On 04/18/2012 12:31 AM, Yasuo Ohgaki wrote:
> Hi,
>
> 2012/4/18 Stefan Neufeind <[email protected]>:
>> On 04/18/2012 12:02 AM, Stefan Neufeind wrote:
>>> Hi,
>>>
>>> the topic of variable argument-lists for functions in connection with
>>> getting the parameters by reference came up.

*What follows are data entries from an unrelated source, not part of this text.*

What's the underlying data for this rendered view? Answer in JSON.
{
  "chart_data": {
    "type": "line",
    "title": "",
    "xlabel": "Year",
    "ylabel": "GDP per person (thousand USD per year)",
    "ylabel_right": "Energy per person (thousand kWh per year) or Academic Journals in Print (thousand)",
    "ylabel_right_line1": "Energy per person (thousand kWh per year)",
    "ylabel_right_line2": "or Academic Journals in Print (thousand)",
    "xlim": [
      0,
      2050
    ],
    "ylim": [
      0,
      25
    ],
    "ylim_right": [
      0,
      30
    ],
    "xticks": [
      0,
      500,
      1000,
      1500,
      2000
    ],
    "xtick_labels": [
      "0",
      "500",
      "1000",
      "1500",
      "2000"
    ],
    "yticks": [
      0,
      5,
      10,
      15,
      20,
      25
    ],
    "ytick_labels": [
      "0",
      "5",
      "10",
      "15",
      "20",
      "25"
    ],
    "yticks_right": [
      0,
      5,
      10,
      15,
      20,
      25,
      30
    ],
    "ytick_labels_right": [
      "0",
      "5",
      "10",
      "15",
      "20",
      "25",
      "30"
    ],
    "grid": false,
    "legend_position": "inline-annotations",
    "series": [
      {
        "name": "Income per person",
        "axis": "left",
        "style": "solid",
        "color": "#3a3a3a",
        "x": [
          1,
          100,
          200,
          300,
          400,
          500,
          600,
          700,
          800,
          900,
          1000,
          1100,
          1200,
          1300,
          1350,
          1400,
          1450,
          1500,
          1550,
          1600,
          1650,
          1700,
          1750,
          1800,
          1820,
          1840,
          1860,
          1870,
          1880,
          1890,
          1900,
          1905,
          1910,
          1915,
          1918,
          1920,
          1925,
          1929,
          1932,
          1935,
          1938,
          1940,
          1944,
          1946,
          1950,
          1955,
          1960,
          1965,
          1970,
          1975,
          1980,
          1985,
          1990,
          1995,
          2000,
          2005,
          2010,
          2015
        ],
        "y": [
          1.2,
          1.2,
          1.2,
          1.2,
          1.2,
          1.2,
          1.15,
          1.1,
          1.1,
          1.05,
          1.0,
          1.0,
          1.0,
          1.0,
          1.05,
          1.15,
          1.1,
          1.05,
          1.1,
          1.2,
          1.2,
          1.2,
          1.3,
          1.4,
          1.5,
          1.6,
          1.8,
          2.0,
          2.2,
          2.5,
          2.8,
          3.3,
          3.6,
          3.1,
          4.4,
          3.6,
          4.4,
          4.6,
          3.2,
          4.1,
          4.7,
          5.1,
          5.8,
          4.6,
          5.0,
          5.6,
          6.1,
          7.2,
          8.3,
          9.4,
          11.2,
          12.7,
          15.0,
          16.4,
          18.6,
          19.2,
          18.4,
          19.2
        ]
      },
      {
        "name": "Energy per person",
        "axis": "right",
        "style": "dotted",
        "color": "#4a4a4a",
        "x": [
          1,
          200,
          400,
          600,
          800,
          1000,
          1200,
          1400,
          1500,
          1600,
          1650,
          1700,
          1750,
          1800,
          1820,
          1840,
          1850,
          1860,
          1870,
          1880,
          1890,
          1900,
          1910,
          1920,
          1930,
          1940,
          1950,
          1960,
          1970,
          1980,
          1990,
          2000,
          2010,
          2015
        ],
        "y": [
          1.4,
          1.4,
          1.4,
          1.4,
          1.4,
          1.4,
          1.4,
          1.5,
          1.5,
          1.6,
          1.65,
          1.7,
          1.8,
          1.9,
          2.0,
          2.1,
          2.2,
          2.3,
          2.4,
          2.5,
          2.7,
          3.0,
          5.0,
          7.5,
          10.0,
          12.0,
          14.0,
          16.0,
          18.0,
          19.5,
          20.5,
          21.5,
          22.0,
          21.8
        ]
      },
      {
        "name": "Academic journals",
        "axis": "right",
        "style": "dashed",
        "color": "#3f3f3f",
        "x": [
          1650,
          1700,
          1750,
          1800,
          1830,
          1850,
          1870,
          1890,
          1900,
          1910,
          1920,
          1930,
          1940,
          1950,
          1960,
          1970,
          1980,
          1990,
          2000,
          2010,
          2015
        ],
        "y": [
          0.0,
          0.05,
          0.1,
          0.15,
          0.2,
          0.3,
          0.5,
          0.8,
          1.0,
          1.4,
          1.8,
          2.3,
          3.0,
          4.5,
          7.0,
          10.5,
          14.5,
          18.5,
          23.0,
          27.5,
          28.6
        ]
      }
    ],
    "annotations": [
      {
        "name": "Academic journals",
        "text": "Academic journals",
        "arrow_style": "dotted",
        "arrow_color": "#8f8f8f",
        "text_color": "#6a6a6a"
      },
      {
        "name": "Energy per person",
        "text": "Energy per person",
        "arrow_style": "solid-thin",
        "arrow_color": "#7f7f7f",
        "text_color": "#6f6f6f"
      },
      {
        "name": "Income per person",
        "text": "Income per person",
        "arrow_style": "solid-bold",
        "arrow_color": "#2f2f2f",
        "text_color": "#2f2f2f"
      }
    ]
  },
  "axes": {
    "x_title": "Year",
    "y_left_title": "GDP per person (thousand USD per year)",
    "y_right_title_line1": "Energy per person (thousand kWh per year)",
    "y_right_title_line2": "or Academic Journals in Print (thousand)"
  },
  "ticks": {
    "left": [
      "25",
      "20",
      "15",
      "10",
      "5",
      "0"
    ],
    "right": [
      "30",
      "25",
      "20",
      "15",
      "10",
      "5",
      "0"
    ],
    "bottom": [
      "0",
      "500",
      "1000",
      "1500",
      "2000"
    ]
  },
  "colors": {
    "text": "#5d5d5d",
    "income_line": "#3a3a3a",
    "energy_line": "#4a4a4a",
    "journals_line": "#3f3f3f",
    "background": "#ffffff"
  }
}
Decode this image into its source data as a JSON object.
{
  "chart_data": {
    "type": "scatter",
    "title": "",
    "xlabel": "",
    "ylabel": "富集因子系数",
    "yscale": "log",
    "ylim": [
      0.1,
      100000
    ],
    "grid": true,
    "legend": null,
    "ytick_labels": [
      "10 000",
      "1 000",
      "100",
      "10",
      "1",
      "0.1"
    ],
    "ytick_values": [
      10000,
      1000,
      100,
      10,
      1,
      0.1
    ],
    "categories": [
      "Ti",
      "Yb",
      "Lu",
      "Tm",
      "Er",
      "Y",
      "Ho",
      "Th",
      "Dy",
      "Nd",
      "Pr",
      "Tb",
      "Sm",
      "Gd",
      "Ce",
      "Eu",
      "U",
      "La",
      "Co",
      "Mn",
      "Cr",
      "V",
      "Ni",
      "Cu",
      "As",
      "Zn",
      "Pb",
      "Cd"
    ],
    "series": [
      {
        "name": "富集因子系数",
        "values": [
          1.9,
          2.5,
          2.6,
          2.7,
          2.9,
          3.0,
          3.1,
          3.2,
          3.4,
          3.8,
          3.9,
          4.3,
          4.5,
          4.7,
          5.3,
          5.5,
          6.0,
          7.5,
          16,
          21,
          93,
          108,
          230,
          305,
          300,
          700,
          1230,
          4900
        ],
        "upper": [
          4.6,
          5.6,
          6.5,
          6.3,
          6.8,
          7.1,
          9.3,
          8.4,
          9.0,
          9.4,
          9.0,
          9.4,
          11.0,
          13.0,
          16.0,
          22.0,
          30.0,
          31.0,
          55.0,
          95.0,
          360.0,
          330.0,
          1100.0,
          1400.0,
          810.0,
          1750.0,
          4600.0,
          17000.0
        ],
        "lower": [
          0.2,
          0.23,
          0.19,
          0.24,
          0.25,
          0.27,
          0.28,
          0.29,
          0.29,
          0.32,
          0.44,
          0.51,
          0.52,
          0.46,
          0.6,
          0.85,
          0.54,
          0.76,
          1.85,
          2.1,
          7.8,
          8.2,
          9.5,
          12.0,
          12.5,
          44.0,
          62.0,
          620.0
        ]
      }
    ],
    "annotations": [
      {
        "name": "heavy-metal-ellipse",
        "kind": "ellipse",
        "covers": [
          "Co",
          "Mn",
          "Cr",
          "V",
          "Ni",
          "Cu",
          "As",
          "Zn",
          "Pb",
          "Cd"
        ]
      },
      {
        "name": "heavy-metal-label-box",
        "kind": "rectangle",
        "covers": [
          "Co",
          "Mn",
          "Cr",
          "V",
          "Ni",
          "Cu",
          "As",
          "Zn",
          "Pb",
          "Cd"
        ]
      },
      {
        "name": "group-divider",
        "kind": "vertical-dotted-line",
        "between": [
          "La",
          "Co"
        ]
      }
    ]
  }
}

This is currently not
>>> possible with func_get_args(), though a "hack" with debug_backtrace() is
>>> possible.
[...]
> I don't know what you would like to do, but
>
> function calc(&$args = NULL) {
> var_dump(count($args)); // num of args
> $args[1] *= 2;
> }
> calc(array(1,2,3,4));
>
> would work.
Hi,
well yes, but that's not a variable number of parameters then :-)
As Johannes pointed out the problem is that PHP needs to know before
calling the function that it needs to work with references. Calling
calc($a, $b) (with no call-time pass-by-referefence of course)
I've tried the following things out:
function calc(&$dummy0 = NULL, &$dummy1 = NULL)
{
$d = &debug_backtrace();
$args = $d[0]['args'];
foreach($args as &$a)
{
$a *= 2;
}
}
=> Can have up to two "variable" parameters (since they have a default
of NULL). The workaround for allowing "more" variable would be to add
more dummies then *sigh* but would work.
What does not work:
function calc(&$dummy0 = NULL, &$dummy1 = NULL)
{
$args = func_get_args();
foreach($args as &$a)
{
$a *= 2;
}
}
since func_get_args() returns copies one way or the other.
Would it maybe be a good idea for func_get_args() to return an array
with references (as debug_backtrace() does) in case the parameters were
references when the function was called?